Ringfort (Rath), Knockbarry, Co. Cork
Co. Cork |
Ringforts
At Knockbarry in north Cork, a ringfort reveals itself not to the eye on the ground but to the camera from the air.
The site survives as a cropmark, the kind of ghostly signature that appears in aerial photographs when buried earthworks cause overlying grass or grain to grow at slightly different rates, tracing out shapes invisible at field level. In this case, the cropmark outlines a circular enclosure roughly thirty metres in diameter, with a bank and an external fosse, the fosse being the defensive ditch that typically surrounded these early medieval farmsteads.

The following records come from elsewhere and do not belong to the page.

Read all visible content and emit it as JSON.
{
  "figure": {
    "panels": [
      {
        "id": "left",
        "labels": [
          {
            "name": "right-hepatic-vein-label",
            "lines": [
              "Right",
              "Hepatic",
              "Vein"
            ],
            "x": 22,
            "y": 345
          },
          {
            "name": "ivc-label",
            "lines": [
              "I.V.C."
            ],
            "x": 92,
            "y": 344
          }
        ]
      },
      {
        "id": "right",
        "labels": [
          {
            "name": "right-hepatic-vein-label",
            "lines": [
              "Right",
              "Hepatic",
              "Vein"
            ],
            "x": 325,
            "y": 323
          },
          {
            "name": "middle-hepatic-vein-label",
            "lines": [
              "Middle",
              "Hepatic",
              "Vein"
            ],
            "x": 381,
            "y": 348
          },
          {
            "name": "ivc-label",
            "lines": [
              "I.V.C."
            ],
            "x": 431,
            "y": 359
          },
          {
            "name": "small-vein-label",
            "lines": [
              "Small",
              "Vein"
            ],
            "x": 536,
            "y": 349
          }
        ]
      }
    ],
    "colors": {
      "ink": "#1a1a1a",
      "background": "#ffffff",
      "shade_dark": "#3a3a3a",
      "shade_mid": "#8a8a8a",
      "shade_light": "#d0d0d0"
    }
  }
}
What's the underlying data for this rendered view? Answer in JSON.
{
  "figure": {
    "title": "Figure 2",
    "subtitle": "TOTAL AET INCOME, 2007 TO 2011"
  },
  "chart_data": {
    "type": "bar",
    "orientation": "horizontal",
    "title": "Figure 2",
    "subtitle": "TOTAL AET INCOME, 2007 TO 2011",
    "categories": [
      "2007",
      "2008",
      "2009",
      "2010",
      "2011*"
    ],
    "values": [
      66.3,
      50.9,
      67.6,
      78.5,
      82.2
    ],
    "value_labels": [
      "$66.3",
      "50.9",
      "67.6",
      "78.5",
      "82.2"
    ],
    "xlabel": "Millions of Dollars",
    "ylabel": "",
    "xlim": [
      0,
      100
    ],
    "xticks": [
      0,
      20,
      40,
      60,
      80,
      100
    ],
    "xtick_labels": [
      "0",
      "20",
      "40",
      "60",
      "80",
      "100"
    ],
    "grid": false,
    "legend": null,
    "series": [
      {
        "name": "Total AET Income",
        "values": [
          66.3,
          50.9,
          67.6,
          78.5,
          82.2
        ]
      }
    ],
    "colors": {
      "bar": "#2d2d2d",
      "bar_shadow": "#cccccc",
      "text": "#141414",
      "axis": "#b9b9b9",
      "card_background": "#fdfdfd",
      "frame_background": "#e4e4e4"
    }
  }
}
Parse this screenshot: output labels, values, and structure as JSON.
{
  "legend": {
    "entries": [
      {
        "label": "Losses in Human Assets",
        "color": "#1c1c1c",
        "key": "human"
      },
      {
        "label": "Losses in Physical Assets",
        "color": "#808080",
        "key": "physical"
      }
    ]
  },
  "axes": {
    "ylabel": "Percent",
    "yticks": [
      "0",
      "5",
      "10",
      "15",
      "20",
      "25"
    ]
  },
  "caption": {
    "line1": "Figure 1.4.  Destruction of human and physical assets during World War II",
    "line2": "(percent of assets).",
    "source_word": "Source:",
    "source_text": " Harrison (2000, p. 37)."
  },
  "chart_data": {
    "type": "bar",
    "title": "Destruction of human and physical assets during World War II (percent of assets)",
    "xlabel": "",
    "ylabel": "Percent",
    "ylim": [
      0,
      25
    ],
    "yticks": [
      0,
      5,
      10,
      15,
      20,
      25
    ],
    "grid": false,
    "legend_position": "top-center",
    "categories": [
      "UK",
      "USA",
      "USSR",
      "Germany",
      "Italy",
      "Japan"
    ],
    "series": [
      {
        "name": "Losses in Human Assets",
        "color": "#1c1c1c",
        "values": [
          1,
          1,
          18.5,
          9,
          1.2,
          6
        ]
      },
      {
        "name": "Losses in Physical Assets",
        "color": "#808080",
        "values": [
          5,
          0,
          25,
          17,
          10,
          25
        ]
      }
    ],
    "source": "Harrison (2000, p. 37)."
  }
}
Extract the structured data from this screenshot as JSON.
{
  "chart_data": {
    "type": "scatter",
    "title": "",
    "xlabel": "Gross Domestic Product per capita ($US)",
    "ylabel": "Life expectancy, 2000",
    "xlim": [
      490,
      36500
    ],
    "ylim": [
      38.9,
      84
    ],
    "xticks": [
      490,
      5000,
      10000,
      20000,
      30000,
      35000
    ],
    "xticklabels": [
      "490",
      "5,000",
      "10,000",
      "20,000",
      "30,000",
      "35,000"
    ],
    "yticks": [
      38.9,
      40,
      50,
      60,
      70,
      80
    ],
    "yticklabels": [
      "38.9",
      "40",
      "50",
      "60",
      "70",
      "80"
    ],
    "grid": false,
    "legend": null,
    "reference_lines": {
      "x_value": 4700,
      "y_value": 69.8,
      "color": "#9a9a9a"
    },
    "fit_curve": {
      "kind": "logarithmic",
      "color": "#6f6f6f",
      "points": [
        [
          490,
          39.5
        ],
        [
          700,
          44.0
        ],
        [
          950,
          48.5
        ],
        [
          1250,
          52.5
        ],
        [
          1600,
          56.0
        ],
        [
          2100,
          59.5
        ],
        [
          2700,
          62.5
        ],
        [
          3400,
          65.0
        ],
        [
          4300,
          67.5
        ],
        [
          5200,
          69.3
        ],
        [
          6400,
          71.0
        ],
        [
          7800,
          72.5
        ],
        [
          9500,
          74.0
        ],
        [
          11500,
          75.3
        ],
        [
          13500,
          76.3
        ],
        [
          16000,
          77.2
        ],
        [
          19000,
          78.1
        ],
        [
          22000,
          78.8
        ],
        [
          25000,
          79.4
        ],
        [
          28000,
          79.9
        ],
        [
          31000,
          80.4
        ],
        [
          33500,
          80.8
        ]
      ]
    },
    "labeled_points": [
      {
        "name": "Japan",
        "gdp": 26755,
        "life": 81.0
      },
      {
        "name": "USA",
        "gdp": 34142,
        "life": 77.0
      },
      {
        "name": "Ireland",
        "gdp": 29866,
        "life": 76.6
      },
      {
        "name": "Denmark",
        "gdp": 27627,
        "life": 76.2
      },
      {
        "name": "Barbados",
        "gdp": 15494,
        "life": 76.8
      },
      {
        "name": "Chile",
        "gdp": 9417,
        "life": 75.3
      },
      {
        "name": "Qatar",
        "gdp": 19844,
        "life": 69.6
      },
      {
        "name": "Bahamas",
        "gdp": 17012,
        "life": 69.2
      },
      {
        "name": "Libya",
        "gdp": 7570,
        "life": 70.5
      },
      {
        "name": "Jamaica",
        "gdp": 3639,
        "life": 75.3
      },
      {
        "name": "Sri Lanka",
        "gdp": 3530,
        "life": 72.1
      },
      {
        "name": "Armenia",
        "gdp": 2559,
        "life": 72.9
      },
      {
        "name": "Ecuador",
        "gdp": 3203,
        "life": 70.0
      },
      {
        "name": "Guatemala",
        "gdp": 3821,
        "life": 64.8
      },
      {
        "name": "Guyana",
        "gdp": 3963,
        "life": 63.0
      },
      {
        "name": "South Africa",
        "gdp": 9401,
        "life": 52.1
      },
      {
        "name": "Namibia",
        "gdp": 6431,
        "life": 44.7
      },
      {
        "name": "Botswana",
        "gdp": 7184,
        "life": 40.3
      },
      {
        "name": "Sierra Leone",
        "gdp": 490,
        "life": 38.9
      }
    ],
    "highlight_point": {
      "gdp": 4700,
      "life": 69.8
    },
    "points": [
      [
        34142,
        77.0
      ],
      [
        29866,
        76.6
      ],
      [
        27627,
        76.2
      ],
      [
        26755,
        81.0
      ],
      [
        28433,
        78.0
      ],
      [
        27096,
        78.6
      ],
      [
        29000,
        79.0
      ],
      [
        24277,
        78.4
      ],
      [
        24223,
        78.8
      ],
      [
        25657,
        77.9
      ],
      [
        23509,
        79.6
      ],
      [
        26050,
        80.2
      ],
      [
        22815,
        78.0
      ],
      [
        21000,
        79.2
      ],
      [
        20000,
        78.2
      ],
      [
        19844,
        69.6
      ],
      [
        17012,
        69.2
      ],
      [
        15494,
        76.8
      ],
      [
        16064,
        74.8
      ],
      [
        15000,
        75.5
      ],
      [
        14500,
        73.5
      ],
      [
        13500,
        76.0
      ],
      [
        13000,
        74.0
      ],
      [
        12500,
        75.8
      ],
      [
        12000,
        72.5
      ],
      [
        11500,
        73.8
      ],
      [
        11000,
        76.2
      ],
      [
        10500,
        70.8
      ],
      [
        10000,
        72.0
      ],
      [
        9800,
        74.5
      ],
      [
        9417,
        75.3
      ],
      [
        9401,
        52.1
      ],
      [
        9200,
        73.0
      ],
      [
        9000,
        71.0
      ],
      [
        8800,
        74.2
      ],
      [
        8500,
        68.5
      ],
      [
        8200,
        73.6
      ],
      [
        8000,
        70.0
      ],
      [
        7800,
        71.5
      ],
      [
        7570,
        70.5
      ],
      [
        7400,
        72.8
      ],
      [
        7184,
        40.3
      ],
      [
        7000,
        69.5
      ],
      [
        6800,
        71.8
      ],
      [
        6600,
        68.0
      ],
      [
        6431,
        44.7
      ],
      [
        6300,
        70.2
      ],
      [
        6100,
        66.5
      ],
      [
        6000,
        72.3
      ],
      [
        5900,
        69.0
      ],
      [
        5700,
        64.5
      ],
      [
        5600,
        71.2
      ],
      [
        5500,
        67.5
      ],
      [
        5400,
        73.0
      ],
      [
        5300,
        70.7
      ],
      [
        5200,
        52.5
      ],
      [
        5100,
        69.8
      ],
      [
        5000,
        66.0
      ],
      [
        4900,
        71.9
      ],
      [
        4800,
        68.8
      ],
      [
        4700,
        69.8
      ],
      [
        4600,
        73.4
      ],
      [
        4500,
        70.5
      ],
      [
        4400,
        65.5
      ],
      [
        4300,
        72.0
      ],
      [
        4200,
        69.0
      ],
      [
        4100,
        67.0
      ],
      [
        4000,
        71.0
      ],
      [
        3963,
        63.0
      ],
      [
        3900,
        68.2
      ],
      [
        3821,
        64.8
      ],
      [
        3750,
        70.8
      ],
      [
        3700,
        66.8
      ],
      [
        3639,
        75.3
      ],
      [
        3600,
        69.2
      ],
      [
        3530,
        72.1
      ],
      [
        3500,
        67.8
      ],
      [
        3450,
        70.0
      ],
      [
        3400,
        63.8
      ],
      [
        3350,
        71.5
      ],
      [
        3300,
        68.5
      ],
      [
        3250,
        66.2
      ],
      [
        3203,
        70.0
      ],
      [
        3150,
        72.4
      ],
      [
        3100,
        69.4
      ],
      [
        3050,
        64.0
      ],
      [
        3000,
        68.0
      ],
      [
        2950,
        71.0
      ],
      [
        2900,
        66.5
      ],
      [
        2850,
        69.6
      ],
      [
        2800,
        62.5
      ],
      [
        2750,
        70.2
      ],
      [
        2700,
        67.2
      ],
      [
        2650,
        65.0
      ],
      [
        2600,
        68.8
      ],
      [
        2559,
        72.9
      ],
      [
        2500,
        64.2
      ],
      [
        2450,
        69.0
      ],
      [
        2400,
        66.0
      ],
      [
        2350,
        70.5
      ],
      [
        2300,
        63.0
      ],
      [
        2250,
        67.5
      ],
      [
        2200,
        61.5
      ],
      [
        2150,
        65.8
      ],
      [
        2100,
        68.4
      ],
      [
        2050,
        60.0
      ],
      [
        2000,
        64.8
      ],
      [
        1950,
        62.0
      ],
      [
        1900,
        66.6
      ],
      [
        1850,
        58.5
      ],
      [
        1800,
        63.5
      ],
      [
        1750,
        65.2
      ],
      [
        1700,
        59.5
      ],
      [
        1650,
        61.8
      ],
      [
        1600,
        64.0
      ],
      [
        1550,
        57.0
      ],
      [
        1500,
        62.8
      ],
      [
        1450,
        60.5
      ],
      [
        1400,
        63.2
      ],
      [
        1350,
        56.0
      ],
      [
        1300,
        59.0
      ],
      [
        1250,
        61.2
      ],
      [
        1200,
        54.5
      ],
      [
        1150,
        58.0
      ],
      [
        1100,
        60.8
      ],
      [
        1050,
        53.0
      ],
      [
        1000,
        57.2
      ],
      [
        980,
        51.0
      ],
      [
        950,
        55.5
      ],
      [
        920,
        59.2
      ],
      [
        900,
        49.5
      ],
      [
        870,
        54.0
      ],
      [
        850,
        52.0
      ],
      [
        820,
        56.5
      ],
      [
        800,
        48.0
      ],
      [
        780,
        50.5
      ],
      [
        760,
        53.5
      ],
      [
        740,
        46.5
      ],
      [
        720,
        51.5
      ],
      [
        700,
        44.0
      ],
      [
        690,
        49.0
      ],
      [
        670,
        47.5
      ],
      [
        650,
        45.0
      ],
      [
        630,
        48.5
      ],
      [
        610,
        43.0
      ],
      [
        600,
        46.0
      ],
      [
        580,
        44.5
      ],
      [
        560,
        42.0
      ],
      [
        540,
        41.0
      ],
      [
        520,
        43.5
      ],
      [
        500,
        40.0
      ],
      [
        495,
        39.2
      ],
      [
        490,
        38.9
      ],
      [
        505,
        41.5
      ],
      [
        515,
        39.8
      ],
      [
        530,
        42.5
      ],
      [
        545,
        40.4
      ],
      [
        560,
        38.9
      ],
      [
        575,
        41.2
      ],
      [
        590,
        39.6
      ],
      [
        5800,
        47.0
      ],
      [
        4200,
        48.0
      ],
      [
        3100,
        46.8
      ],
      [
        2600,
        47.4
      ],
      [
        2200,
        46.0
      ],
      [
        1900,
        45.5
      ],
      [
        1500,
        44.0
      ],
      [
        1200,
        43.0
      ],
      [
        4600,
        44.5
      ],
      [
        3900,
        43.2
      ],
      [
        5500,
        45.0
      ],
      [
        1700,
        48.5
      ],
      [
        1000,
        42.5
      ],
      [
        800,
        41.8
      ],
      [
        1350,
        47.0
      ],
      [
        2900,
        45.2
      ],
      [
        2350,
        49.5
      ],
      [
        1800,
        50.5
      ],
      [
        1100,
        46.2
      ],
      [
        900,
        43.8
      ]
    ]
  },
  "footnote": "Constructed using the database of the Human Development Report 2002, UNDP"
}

Ringforts, known in Irish as raths when defined primarily by earthen banks rather than stone, were the most common form of rural settlement in early medieval Ireland, built and occupied roughly between the fifth and twelfth centuries. They served as enclosed farmsteads rather than military fortifications, the bank and ditch marking the boundary of a family's living and working space. What makes Knockbarry particularly striking is its setting within a cluster of related monuments. A circular enclosure lies approximately seventy metres to the north-north-west, a second ringfort sits around one hundred and fifty metres to the south-west, and a further earthwork is recorded about one hundred and sixty metres to the west. Whatever was happening at Knockbarry in the early medieval period, this was not an isolated household on a lonely hillside but part of a landscape that was evidently well settled and organised.